This Casino Gambled on Geothermal-and Hit the Jackpot
This story was originally published by the Bulletin of Atomic Scientists and is reproduced here as part of the Climate Deskcollaboration.
John Kassai, who oversees the Peppermill’s geothermal operations, demonstrates how a heat exchanger works and pours out a sample of geothermal water. The water in the Moana thermal reservoir can contain sulfate, sodium, silica, bicarbonate, chloride, calcium, potassium, fluoride, magnesium, boron, lithium, and arsenic. (Jessica McKenzie)
It didn’t come cheap: The initial outlay for the geothermal expansion was $9.7 million, and there was no guarantee the water would be hot enough. They needed water temperatures of at least 170 degrees Fahrenheit; the water they found is about 172 degrees Fahrenheit. It was a lucky gamble, but even a bigger win than expected.
“So return on investment, when we did this, was supposed to be five years, correct? We did it in three,” Kassai says. “It paid for itself in three years.”
The last time the Peppermill crunched the numbers, three or four years ago, the geothermal heating system had saved the company $6 million. The carbon emissions associated with heating and cooling the sprawling complex have also plummeted. The two boilers the Peppermill once needed for heating and hot water now sit idle, a backup in case of emergency. (Kassai offered to turn them on as a demonstration, but I didn’t want the unnecessary carbon emissions on my conscience.)
Geothermal heating isn’t so different from geothermal electricity production, in that the geothermal water is put through a heat exchanger to warm a secondary liquid, in this case, more water, which is then used in all the normal heating and cooling applications. So all the water in the hot tubs (and the pools and the showers) is just normal water, not the arsenic-laced liquid drawn from the bowels of the Earth.
While the United States is the global leader in geothermal energy production, the country lags behind Europe in direct-use applications, like district heating. According to the 2019 Geovision report by the US Energy Department, as of 2016, the United States had a total installed capacity of 100 megawatts thermal; Europe, on the other hand, had a total installed capacity of 4,702 megawatts thermal in 2015. The geothermal district heating system in Paris, France, reduces the city’s annual carbon dioxide emissions by 120,000 tons.
As cities adopt new climate goals, geothermal district-heating could be one of the ways they meet decarbonization goals. Boise, Idaho, the first US city to use geothermal water to heat buildings, back in the 1890s, announced plans for a significant expansion in 2021 to aid the city in becoming carbon neutral by 2050. At the time, geothermal accounted for about 2 percent of the city’s energy use. Officials said that expanding the system by 40 percent won’t even require drilling new wells—just more piping.
There’s no justifiable reason that geothermal district heating isn’t more common in the United States. Unlike other kinds of geothermal technologies, district heating technology is well-established. A 2021 report on geothermal power production and district heating said the reasons it is cost-competitive in Europe and parts of Asia but not the United States is because of then-low natural gas prices, and a lack of US carbon accounting or incentives for renewable heating and cooling solutions.
“Although there are only 23 US GDH systems in operation today, the barriers to expansion of this sector are primarily political, social, and economic—not technical,” the report concludes.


### [Task item]
Write the data below out exactly as it stands. Do not include the pictures.

[Collected data]
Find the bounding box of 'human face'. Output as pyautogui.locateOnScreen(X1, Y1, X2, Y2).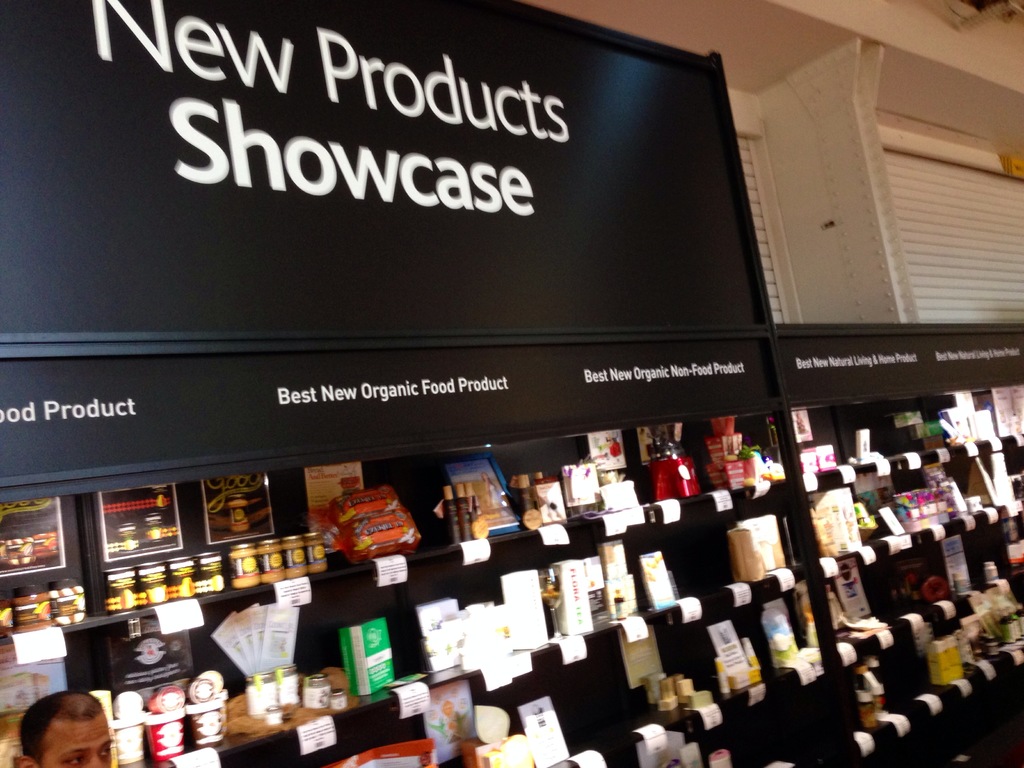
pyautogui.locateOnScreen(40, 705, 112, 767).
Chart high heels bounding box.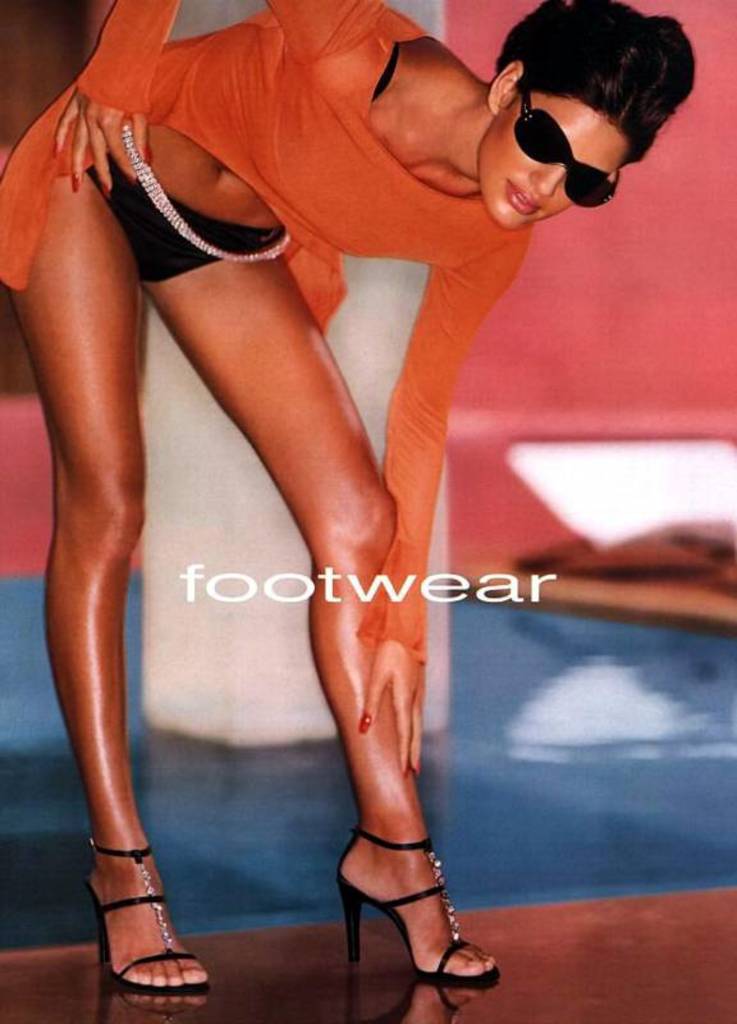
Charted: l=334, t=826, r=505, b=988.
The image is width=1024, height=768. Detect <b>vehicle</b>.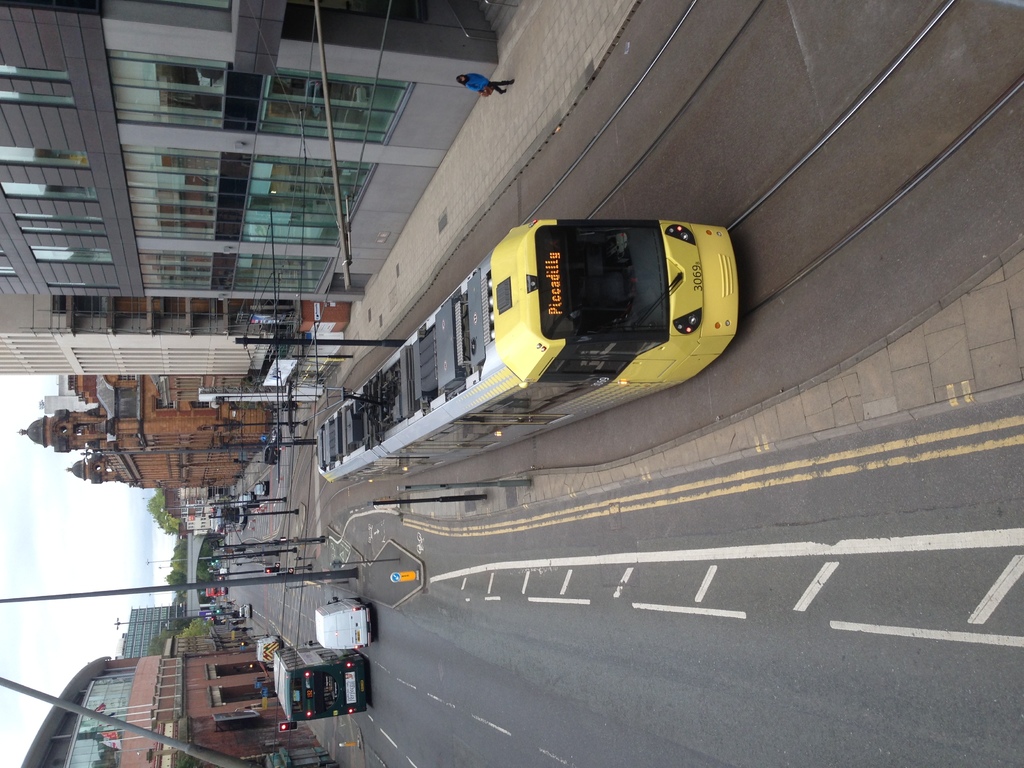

### [Task answer]
Find the bounding box of 'human face'. Output as pyautogui.locateOnScreen(X1, Y1, X2, Y2).
pyautogui.locateOnScreen(40, 705, 112, 767).
Chart high heels bounding box.
Charted: l=334, t=826, r=505, b=988.
The image is width=1024, height=768. Detect <b>vehicle</b>.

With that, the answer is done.